The Accounting Review 1927 2(2), 150-166
Abstract The purpose of this paper is to show the growth of instruction in accounting in the U.S. universities and colleges from 1900 to the present, as of June 1927. The interest in accounting has also grown rapidly in secondary schools, normal schools, and foreign schools in this same period, but the scope of this study is restricted to the U.S. universities and colleges. The year 1900 was selected as a starting point because instruction in accounting prior to that time was not very important. In fact, even during the first few years following 1900 there was not much development in accounting instruction in the universities; and in such work as was given the art and science of bookkeeping were emphasized rather than the fundamental principles of accounting. In order to determine the extent of this growth a study was made of the courses in accounting as shown by the catalogues of forty two of the leading universities and colleges. In this study the catalogues were carefully examined for each year from 1900 to 1926, inclusive. In addition, in order to determine definitely the growth in the number of schools giving courses in accounting, the catalogues of seventy-five additional universities and colleges were studied for the year 1900, 101 for 1910, 303 for 1916, and 575 for 1926.

HOW THE UNIVERSITIES CAN AID THE ACCOUNTING PROFESSION.

The Accounting Review 1927 2(1), 37-42
Abstract In spite of the multiplication of schools of accountancy during the last twenty-five years, a relatively small percentage of the men who enter the profession have graduated from the recognized schools. This is no doubt due in large part to a lack of cooperation between the school and the profession for a purpose which would be mutually advantageous.

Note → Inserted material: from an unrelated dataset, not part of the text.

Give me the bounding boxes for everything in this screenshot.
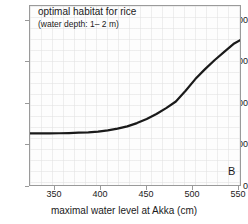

Some progress is this respect has been made in the last few years by the establishment of a Bureau of Placements by the American Institute of Accountants, but the conditions of employment laid down there in leave much to be desired, and seem designed rather to give the student control of his position instead of permitting the employer to control the student. To illustrate how important is the correlation of theory with practice, it is only necessary to point out that in any given piece of work it would be practically an endless task to carry out in full every operation and every test which the theory would make possible. An audit carried out along these lines would be prohibitive in cost, and its result would be no more certain.

TWO FABLES OF BOOKKEEPING.

The Accounting Review 1927 2(4), 388-396
Abstract This article presents two fables to illustrate some principles of accounting. A natural series of events described in one fable put into the hands of a character, called T, the characteristic elements of real double-entry book- keeping. This man, intelligent and observant by hypothesis, could not have been long in finding out that every transaction gave rise to a double recording, that every sum written in the debit of one of the two accounts figured also in the credit of the other, and that as a consequence, the total of the debits were equal to the total of the credits, and finally, that the debit balance of one of the two accounts was in reality, and of necessity, equal to the credit balance of the other. The principles of double-entry were thus clearly formulated at first without the men who conceived them comprehending their significance. The other fable tells that there was in the old Roman law, a very definite procedure of contracting a binding debt and a set form of preliminary conversation. There was an equally definite procedure for transferring a debt to a third party.

Depreciation and Valuation for Rate Control

Quarterly Journal of Economics 1927 41(2), 185
I. Introductory: The problem of depreciation, 185. — II. The case against accrued depreciation, 189. — III. Current criticisms of Allison's argument, 191. — IV. Depreciation where the rates are based on the strict investment principle, 195. — V. Depreciation where the rates are based on cost of reproduction as a measure of “present value,” 198. — VII. Depreciation where the rates are based on actual cost of the present property. The “historical-cost” basis, 207. — Conclusions, 211.